Thank you for your response. This will become an interesting discussion since, when I first started studying these things, my thoughts were mostly the same as yours. Only when I started to reflect on the standard economic curriculum and narratives that I realized that economics, finance and money are very political in nature.
Fiat is very misunderstood. The best way to explain it is to look at the alternative, the gold standard. Given that gold is in limited supply (2% growth per year, much lower than economic growth) any gold standard will mean deflation when you have economic growth, so the value of gold reflects the new value being created.
It's even fairer to say that the gold standard is very misunderstood!
The idea that the gold standard is harmfully deflationary is based on the history of central banks trying to hang on to the gold standard *after* a financial bust -- that is, too much paper wealth had been issued and confidence in the paper was lost. At the right ratio of gold vs. paper assets, say in the 1860s and 70s, the gold standard was a factor favoring prosperity and stability across the world.
And why was too much paper issued? It goes back to to the incentives for the financial and political elites to benefit from issuing assets and propping them up with public power. In this regard, the gold standard is not fundamentally different from fiat money, though its speed of blowing bubbles may be slower.
The humane response, after a financial bust, would be to devalue paper money against gold. But the top global elites have been very reluctant to do this over the centuries, for the purpose of protecting their long-term prestige and power. (Thus, the Federal Reserve did nothing in the early 1930s as the Great Depression turned truly ugly -- only in 1934 was the dollar devalued, by only about 50%.)
And deflation is very bad long term. It stifles trade because why buy something today when your money will be worth more tomorrow? Deflation creates a game in which the person who can afford to move last wins, as in very in favor of the ultra wealthy. Which means that with deflation they cannot go bust anymore, all they have to do is keep their money safe and deflation will do the rest, but with inflation they have to move their money otherwise inflation will erode their wealth in time. If you look at US history you'd see deflation causing depression in times where capital was flowing into the economy. Inflation stimulates the economy, the person who moves first has the most to gain because money is losing its value constantly.
This is certainly one of the standard modern economic arguments. But it's incorrect. Everyone is eventually incentivized to spend, as their savings get bigger and their days on this earth get fewer. Money does no good to oneself unless it's spent.
Inflation can be good or bad, and deflation can be good or bad (good as in encouraging future planning, ie thrift and investment as opposed to consumption.) Inflation and deflation will always be with us. The key issue is not inflation vs. deflation, but what forces drive each one. Is it driven by market forces, or by elite central planning which history has shown is always in favor of the elites and at the expense of everyone else? And fiat money is a major pillar of power for the elites.
Fiat is a very elegant solution to the problem of deflation. When you had a gold standard money was synonymous with value. But Fiat is not just value, fiat also stores debt because a debt is being made every time money is being created and our financial systems are set up in such a way that value rises to the top and debt sinks to the bottom. Bank bail outs meant the people at the top kept the value while the people at the bottom were stuck with all the debt. That is the problem, not fiat per se. But as long as fiat will be controlled by bankers and governments you'll get crap like this.
Since fiat money is controlled by elite members of governments and central banks (which is the definiation of fiat money,) it will only ever push value up and push debt down, as it has done historically. (In fact the gold standard is basically the same way, though in a less extreme and slower fashion -- after all, it was central banks who designed gold and silver standards. This is why the gold standard is very misunderstood by everyone!)
A truly just and enlightened system is one where public power has no role to play in the value of money or any other asset. As soon as government issues money, the prestige and economy of the country is being used to support its value. Distortion, and every other bad thing, happens from that point on.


▶ **Problem description**: Below is a listing. Gather each line of it that contains "markers".
----- Available records -----
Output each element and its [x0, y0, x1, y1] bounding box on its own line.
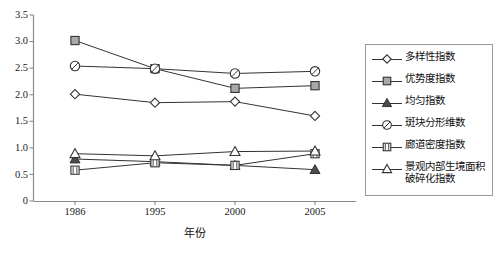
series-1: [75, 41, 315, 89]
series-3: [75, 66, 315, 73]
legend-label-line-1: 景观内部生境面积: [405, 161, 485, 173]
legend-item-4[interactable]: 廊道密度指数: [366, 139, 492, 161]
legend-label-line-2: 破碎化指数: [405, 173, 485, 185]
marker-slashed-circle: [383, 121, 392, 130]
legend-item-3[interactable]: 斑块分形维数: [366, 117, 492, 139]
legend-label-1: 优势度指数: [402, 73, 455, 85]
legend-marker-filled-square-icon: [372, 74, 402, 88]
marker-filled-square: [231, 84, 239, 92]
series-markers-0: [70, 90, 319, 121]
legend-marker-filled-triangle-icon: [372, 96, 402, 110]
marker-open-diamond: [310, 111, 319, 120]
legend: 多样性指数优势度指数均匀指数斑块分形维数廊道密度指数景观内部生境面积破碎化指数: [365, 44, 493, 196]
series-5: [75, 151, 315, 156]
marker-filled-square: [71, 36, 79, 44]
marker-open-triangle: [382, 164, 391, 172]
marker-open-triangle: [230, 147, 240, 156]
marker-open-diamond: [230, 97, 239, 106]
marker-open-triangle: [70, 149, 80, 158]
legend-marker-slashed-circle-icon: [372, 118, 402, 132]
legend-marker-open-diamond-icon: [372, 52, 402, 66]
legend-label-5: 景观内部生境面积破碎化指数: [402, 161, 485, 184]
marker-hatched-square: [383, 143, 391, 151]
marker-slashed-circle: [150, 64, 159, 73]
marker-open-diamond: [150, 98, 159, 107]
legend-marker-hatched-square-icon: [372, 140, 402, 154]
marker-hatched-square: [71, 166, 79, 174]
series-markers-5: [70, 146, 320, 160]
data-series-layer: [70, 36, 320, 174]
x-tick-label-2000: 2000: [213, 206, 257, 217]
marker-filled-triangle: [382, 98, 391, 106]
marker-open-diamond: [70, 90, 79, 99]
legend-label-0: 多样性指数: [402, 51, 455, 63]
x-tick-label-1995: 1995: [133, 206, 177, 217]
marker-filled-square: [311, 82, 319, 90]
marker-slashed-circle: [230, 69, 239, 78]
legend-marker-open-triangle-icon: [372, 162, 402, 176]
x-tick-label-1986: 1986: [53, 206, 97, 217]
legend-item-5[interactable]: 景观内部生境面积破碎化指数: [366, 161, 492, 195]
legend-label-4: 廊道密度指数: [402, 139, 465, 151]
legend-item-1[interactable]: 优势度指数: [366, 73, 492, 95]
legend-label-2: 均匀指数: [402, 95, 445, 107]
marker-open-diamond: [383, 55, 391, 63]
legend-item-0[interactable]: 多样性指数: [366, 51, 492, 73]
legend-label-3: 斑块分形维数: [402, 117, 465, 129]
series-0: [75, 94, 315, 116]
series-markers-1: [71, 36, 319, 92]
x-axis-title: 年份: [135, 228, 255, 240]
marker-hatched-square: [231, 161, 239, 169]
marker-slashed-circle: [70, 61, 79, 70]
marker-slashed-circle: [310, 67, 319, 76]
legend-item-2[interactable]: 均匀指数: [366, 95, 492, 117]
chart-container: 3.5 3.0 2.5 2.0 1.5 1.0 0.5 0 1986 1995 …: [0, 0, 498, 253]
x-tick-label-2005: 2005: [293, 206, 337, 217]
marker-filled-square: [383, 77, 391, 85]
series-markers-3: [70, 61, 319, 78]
-----
▶ **Solution below**:
series-markers-0: [70, 90, 319, 121]
series-markers-5: [70, 146, 320, 160]
series-markers-1: [71, 36, 319, 92]
series-markers-3: [70, 61, 319, 78]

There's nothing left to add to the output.